Although HIVST offers a convenient approach to knowing one’s HIV status, linkage to treatment and other prevention services remains a challenge to be addressed [42], considering privacy and confidentiality is a key advantage of HIVST. Financial incentives [43] and interactive voice response systems [44] have demonstrated potential in increasing the linkage to HIV treatment services. Monitoring ART enrollment and population-based surveys have been proposed for programs to monitor linkage to treatment from HIVST [45]. More research is warranted to explore ways of increasing access to HIVST and linkage to prevention and treatment services among all populations.

Study strengths and limitations

The study had a large sample size from a survey distributed across the country, thus providing a nationally representative sample.

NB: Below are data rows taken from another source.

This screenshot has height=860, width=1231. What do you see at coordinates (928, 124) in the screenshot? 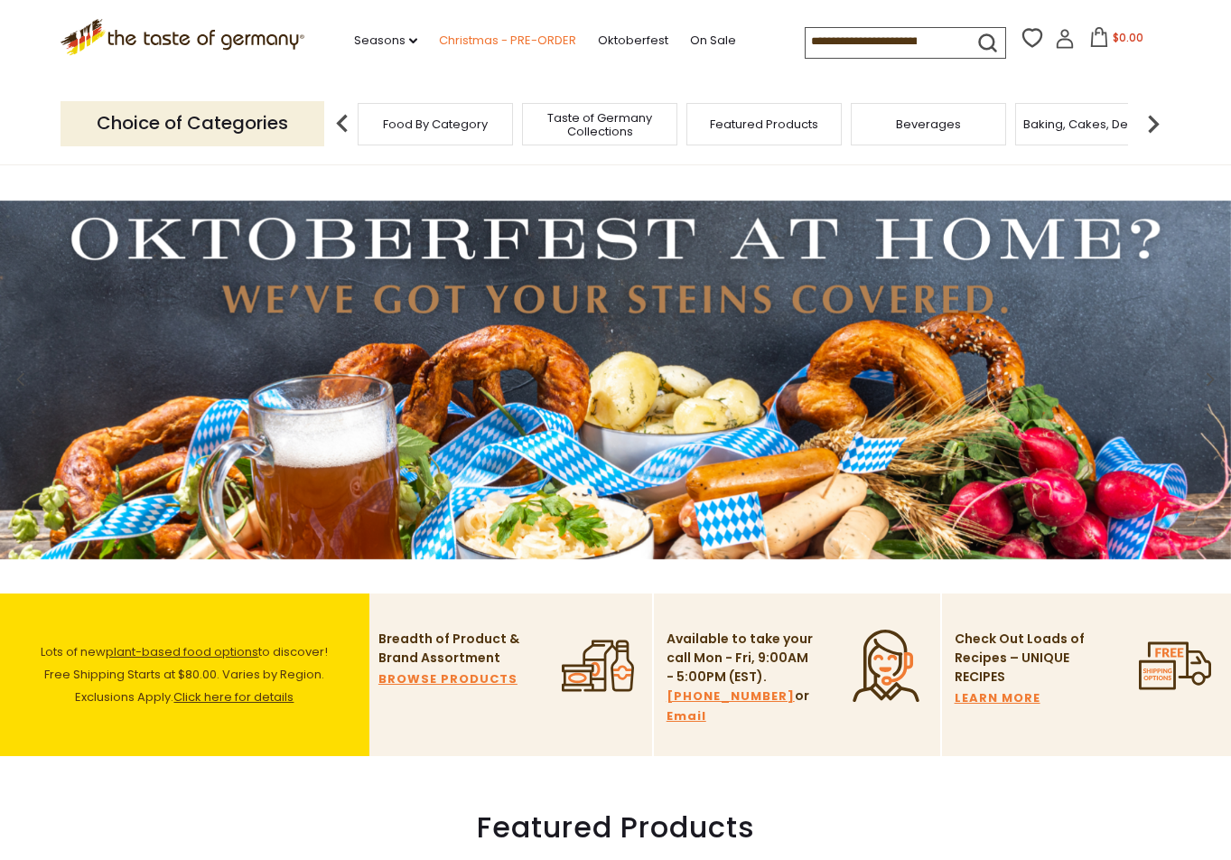
I see `a: Beverages` at bounding box center [928, 124].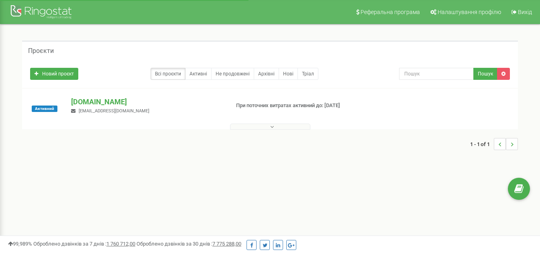  Describe the element at coordinates (436, 74) in the screenshot. I see `input: Пошук` at that location.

Our findings are subject to several limitations. First, the HIVST question posed during the survey may have been subject to social-desirability bias in responses like all questions asked in face-to-face interviews. However, the HIVST prevalence is comparable to others reported elsewhere in similar PHIA surveys. Second, the KENPHIA survey was not powered to characterize HIVST use in smaller geographical regions but provided national estimates.

Conclusions

From the survey, among those who reported having ever tested for HIV, 4.0% reported having ever self-tested for HIV. Those living in urban areas had a higher prevalence of HIVST use compared to those living in rural areas. Younger age, higher education levels, being of higher wealth quintile, and having multiple lifetime sexual partners were associated with the use of HIVST. While progress has been made by the program in Kenya to roll out HIVST, more may still need to be done to scale up the use of HIVST among various subpopulations and these results could serve as a baseline. The Kenya program could explore using multiple access models to help ensure equity in access to HIVST. In addition, there is a need to determine the impact of HIVST on behavior change towards access to prevention and HIV treatment services.